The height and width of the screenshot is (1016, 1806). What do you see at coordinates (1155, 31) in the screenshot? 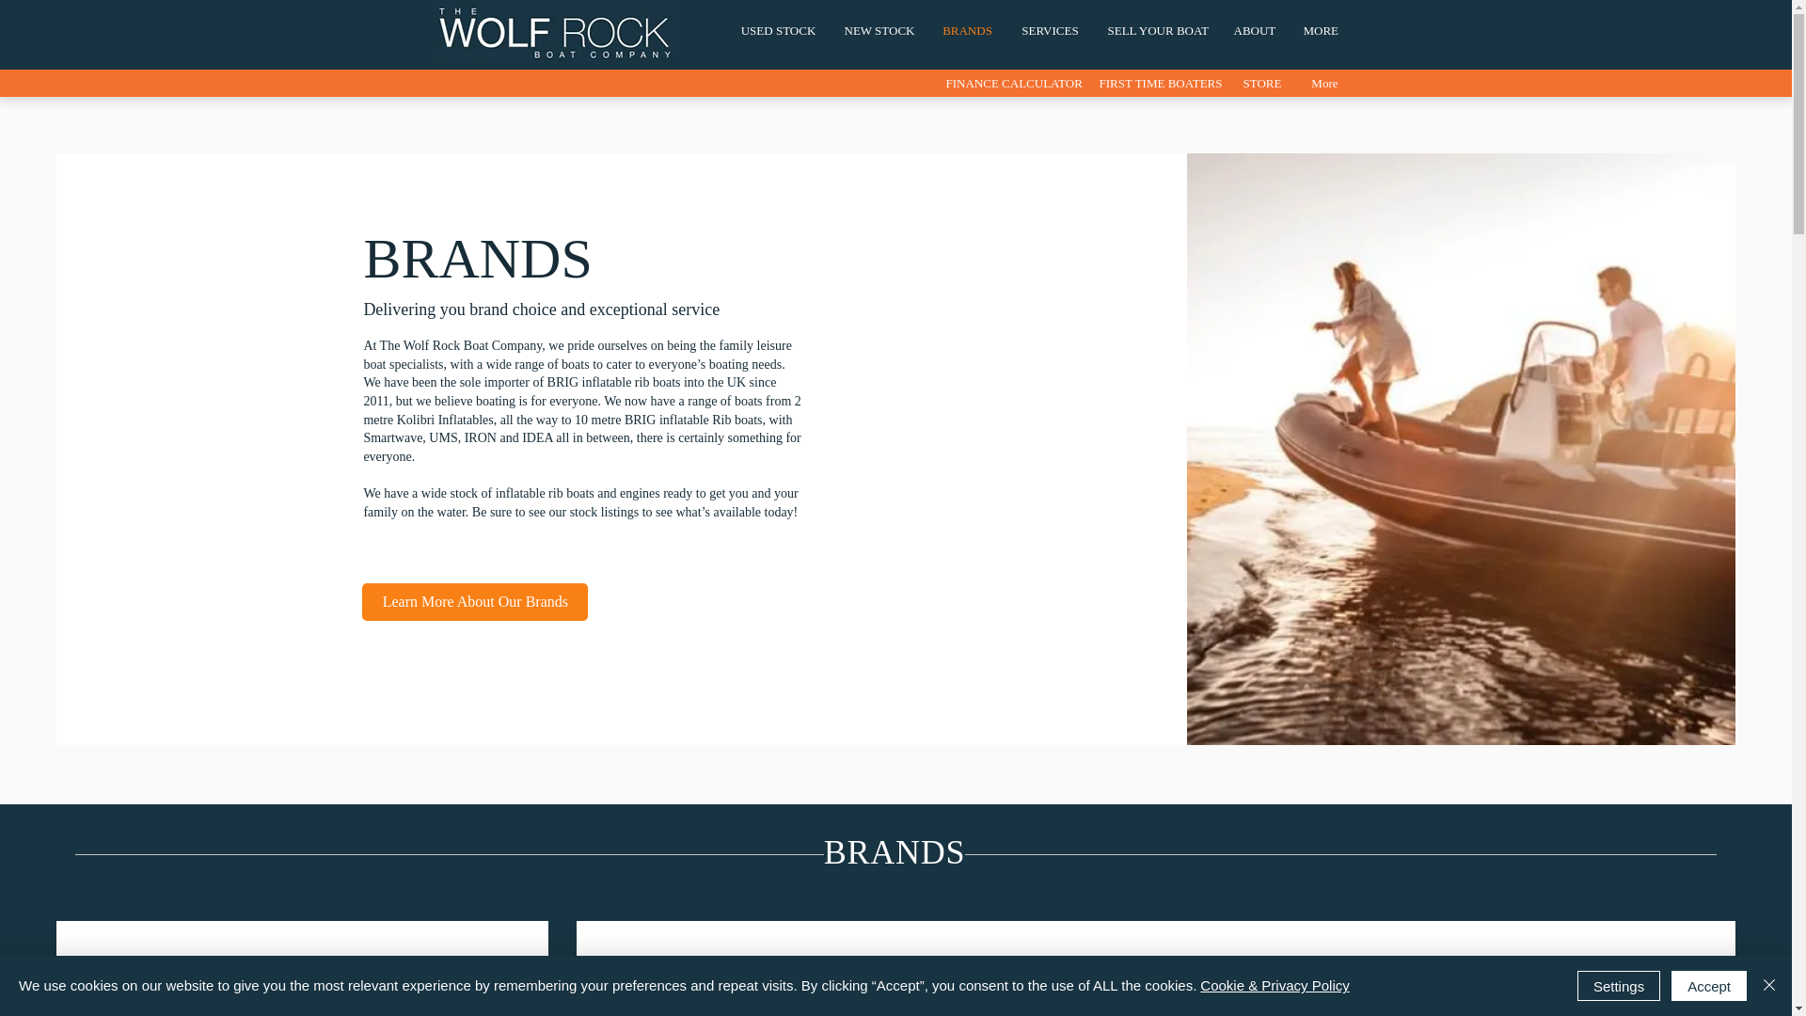
I see `SELL YOUR BOAT` at bounding box center [1155, 31].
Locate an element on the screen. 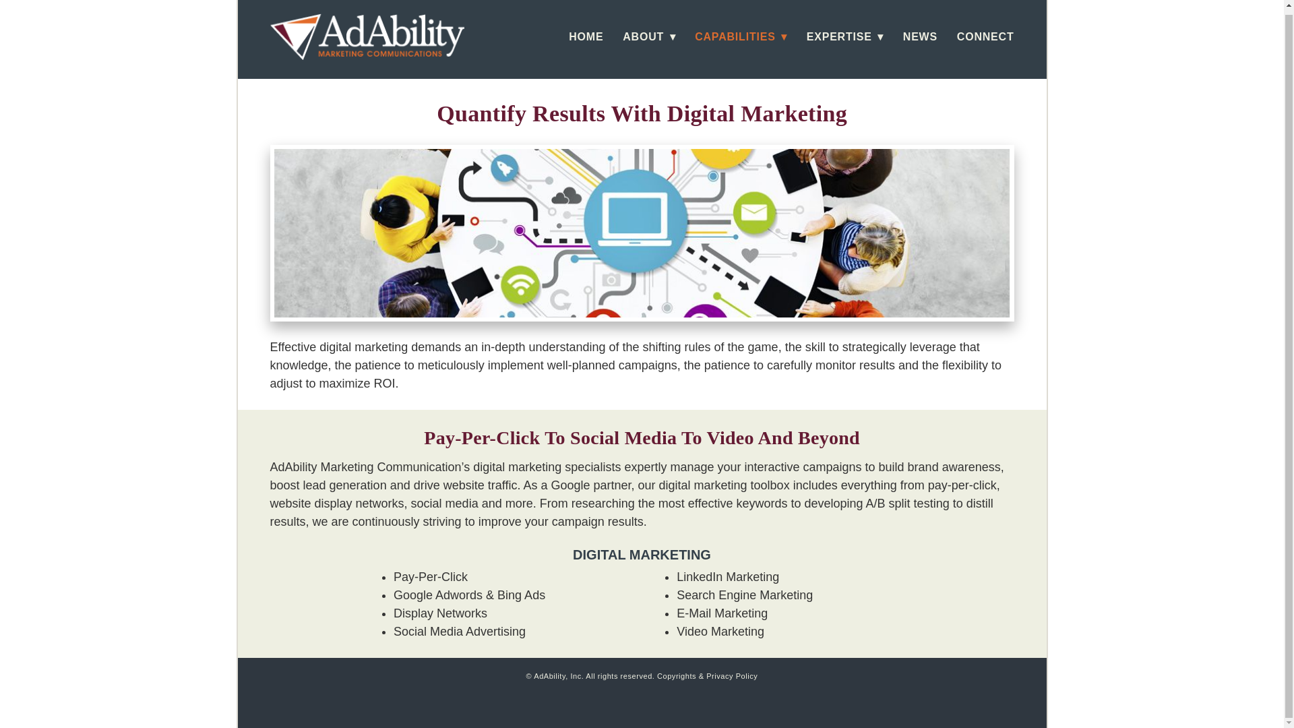  NEWS is located at coordinates (920, 36).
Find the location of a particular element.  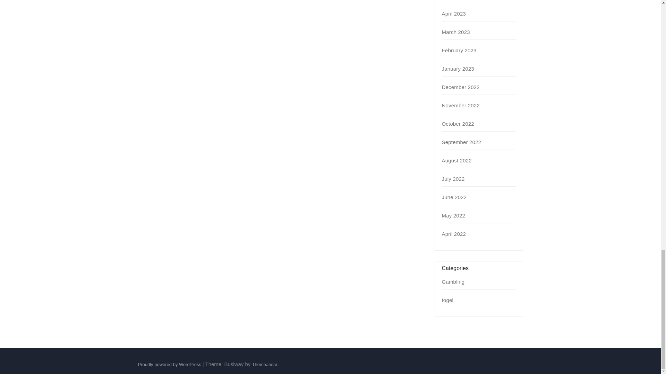

April 2023 is located at coordinates (454, 14).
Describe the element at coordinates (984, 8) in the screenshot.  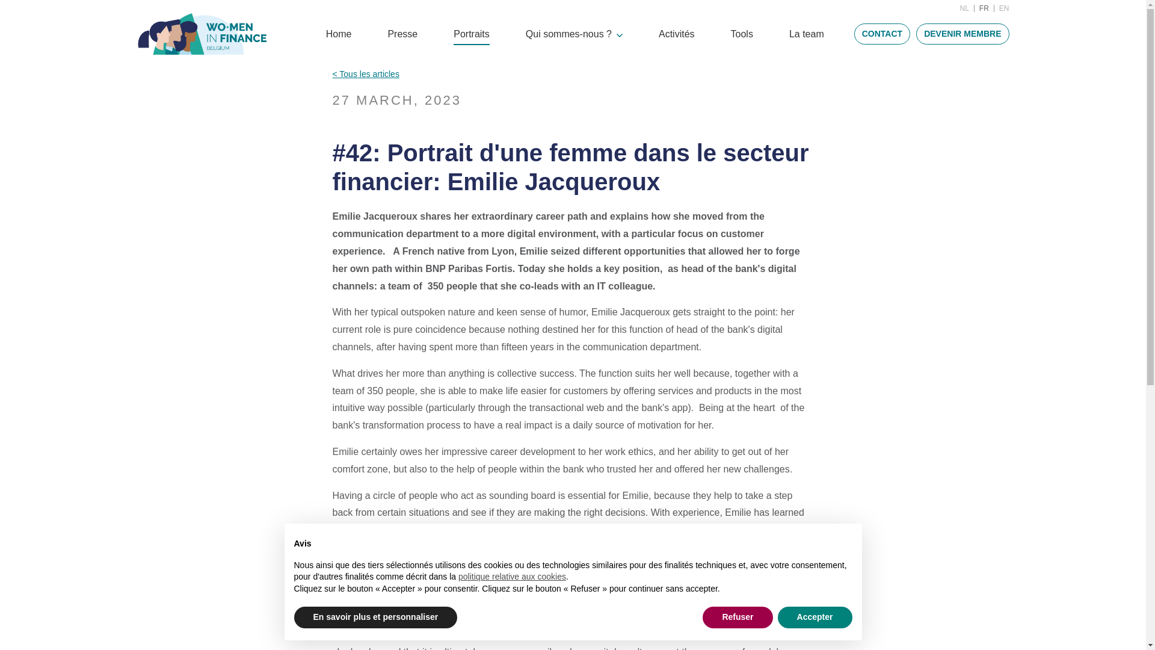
= = = = = = =
▸ **Problem**
Could you restate exactly the lines from the line containing "Find the location of a particular element." through the end of the listing, both ends included and nothing else, leaving the images out?

▸ **Solved problem**
Find the location of a particular element.  

April 2023 is located at coordinates (454, 14).
Describe the element at coordinates (984, 8) in the screenshot.  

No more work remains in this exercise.